How to Format and Validate JSON Online
What Is JSON and Why Is It Everywhere?
JSON (JavaScript Object Notation) is the world's most used data exchange format. Created by Douglas Crockford in the early 2000s, it became the de facto standard for web APIs, configuration files, NoSQL databases, and structured data storage.
Its popularity comes from its simplicity: human-readable, easy to parse for machines, lightweight in size, and natively supported by JavaScript (the language of the web). Today, virtually every modern web application uses JSON to communicate between frontend and backend.
But this simplicity hides a trap: a single misplaced comma, a missing quote, or an unclosed bracket makes the entire file invalid. That's why a good JSON formatter/validator is an essential tool for every developer.
Most Common JSON Errors
Trailing comma. The number 1 error. In JavaScript, {"a": 1, "b": 2,} is valid. In strict JSON, this trailing comma is forbidden.
Single quotes. JSON only accepts double quotes. {'name': 'John'} is invalid β use {"name": "John"}.
Comments. JSON does not support comments. No // or /* */. If you need comments, use JSON5 or JSONC.
Unquoted keys. {name: "John"} is JavaScript, not JSON. Keys must be in double quotes.
Control characters. Literal newlines in strings are forbidden. Use \n instead.
NaN, Infinity, undefined. These JavaScript values are not valid JSON values. Use null instead.
Format and Validate with Allplix
Step 1: Paste your JSON. Copy-paste your raw JSON into the editor. The code is automatically analyzed in real time.
Step 2: Error detection. Syntax errors are highlighted with an explanatory message. The tool indicates the exact line and position of each error.
Step 3: Auto formatting. Click "Format" to neatly indent your JSON. Choose between 2 or 4 spaces of indentation.
Step 4: Copy or download. Retrieve your formatted JSON in one click. Everything happens in your browser.
JSON Best Practices
Name your keys in camelCase. firstName rather than first_name or FirstName. This is the most common convention in APIs.
Use consistent types. If a field is a number, don't put it in quotes. "age": 25 not "age": "25".
Avoid excessive nesting levels. More than 4-5 levels of depth makes JSON difficult to read and maintain.
Use arrays for lists. Even if the list contains only one element, prefer an array for consistency.
Document your structure. Use JSON Schema to define and validate the expected structure of your data.
JSON in the Developer Ecosystem
REST APIs. JSON is the default format for nearly all modern APIs. API responses are JSON, POST/PUT request bodies too.
Configuration. package.json (Node.js), tsconfig.json (TypeScript), .eslintrc.json β modern configuration files massively use JSON.
Databases. MongoDB stores BSON documents (binary JSON). PostgreSQL has a native JSONB type. Firebase Realtime Database is essentially a giant JSON tree.
Conversion. CSV β JSON is one of the most common conversions. Allplix offers dedicated tools for these conversions in both directions.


### [Work to be completed]
The word "later" marks the lines to keep; find each one in the data and copy it.

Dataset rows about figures

■ ■ ■ ■ ■ ■ ■

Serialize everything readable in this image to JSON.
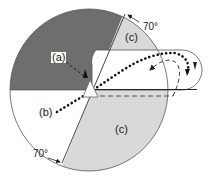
{
  "diagram": {
    "labels": {
      "a": "(a)",
      "b": "(b)",
      "c_top": "(c)",
      "c_bottom": "(c)",
      "angle_top": "70°",
      "angle_bottom": "70°"
    },
    "colors": {
      "dark_region": "#6e6e6e",
      "light_region": "#d9d9d9",
      "white_region": "#ffffff",
      "outline": "#333333"
    },
    "elements": [
      "circle divided into regions",
      "dark gray upper-left region",
      "light gray region (c) top right",
      "light gray region (c) bottom",
      "white cutout lobe extending right",
      "triangle marker at center",
      "dashed arrow (a)",
      "dotted path (b)",
      "70° angle arcs"
    ]
  }
}
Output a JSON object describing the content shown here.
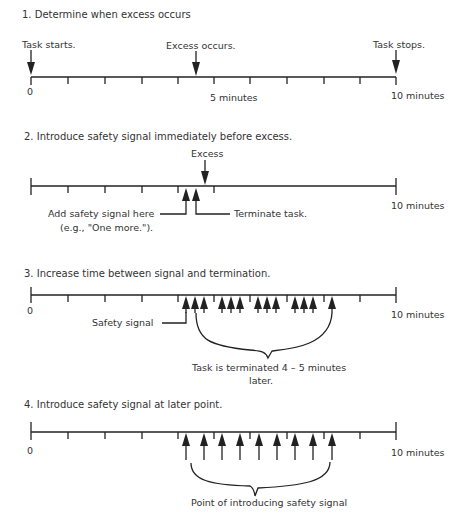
{
  "axis": {
    "x0": 31,
    "x10": 396,
    "major_ticks": [
      31,
      68,
      105,
      142,
      178,
      214,
      250,
      287,
      324,
      360,
      396
    ]
  },
  "panels": [
    {
      "id": "panel-1",
      "heading": "1.  Determine when excess occurs",
      "line_y": 77,
      "ticks": [
        31,
        68,
        105,
        142,
        178,
        214,
        250,
        287,
        324,
        360,
        396
      ],
      "labels": {
        "zero": "0",
        "five": "5 minutes",
        "ten": "10 minutes"
      },
      "down_arrows": [
        {
          "x": 31,
          "label": "Task starts."
        },
        {
          "x": 196,
          "label": "Excess occurs."
        },
        {
          "x": 396,
          "label": "Task stops."
        }
      ]
    },
    {
      "id": "panel-2",
      "heading": "2.  Introduce safety signal immediately before excess.",
      "line_y": 186,
      "ticks": [
        31,
        68,
        105,
        142,
        178,
        214,
        396
      ],
      "labels": {
        "ten": "10 minutes"
      },
      "excess_label": "Excess",
      "excess_x": 205,
      "up_arrows": [
        186,
        196
      ],
      "signal_label_line1": "Add safety signal here",
      "signal_label_line2": "(e.g., \"One more.\").",
      "terminate_label": "Terminate task."
    },
    {
      "id": "panel-3",
      "heading": "3.  Increase time between signal and termination.",
      "line_y": 295,
      "ticks": [
        31,
        68,
        105,
        142,
        178,
        214,
        250,
        287,
        324,
        360,
        396
      ],
      "labels": {
        "zero": "0",
        "ten": "10 minutes"
      },
      "up_arrows": [
        186,
        195,
        204,
        222,
        231,
        240,
        258,
        267,
        276,
        295,
        304,
        313,
        332
      ],
      "safety_label": "Safety signal",
      "brace_label_line1": "Task is terminated 4 – 5 minutes",
      "brace_label_line2": "later."
    },
    {
      "id": "panel-4",
      "heading": "4.  Introduce safety signal at later point.",
      "line_y": 432,
      "ticks": [
        31,
        68,
        105,
        142,
        178,
        214,
        250,
        287,
        324,
        360,
        396
      ],
      "labels": {
        "zero": "0",
        "ten": "10 minutes"
      },
      "up_arrows": [
        186,
        204,
        222,
        240,
        259,
        277,
        295,
        313,
        332
      ],
      "brace_label": "Point of introducing safety signal"
    }
  ]
}
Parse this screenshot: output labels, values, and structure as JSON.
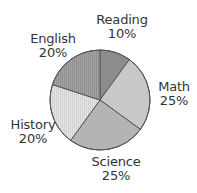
{
  "chart_data": {
    "type": "pie",
    "title": "",
    "categories": [
      "Reading",
      "Math",
      "Science",
      "History",
      "English"
    ],
    "values": [
      10,
      25,
      25,
      20,
      20
    ],
    "unit": "%",
    "start_angle": "12 o'clock",
    "direction": "clockwise",
    "slice_angles_note": "Slice angles are computed from the labeled percentages (which sum to 100%) and agree with the drawn slices to within reading precision.",
    "slices": [
      {
        "label": "Reading",
        "value": 10,
        "value_label": "10%",
        "fill": "#8c8c8c",
        "pattern": "none"
      },
      {
        "label": "Math",
        "value": 25,
        "value_label": "25%",
        "fill": "#c8c8c8",
        "pattern": "none"
      },
      {
        "label": "Science",
        "value": 25,
        "value_label": "25%",
        "fill": "#b4b4b4",
        "pattern": "none"
      },
      {
        "label": "History",
        "value": 20,
        "value_label": "20%",
        "fill": "#e2e2e2",
        "pattern": "vertical-hatch"
      },
      {
        "label": "English",
        "value": 20,
        "value_label": "20%",
        "fill": "#9e9e9e",
        "pattern": "vertical-hatch"
      }
    ],
    "legend": "none (direct labels)",
    "outline_color": "#555555"
  },
  "labels": {
    "reading": {
      "name": "Reading",
      "pct": "10%"
    },
    "math": {
      "name": "Math",
      "pct": "25%"
    },
    "science": {
      "name": "Science",
      "pct": "25%"
    },
    "history": {
      "name": "History",
      "pct": "20%"
    },
    "english": {
      "name": "English",
      "pct": "20%"
    }
  }
}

■ ■ ■ ■ ■ ■ ■

### [Response]
      "brace_label_line2": "later."
      "heading": "4.  Introduce safety signal at later point.",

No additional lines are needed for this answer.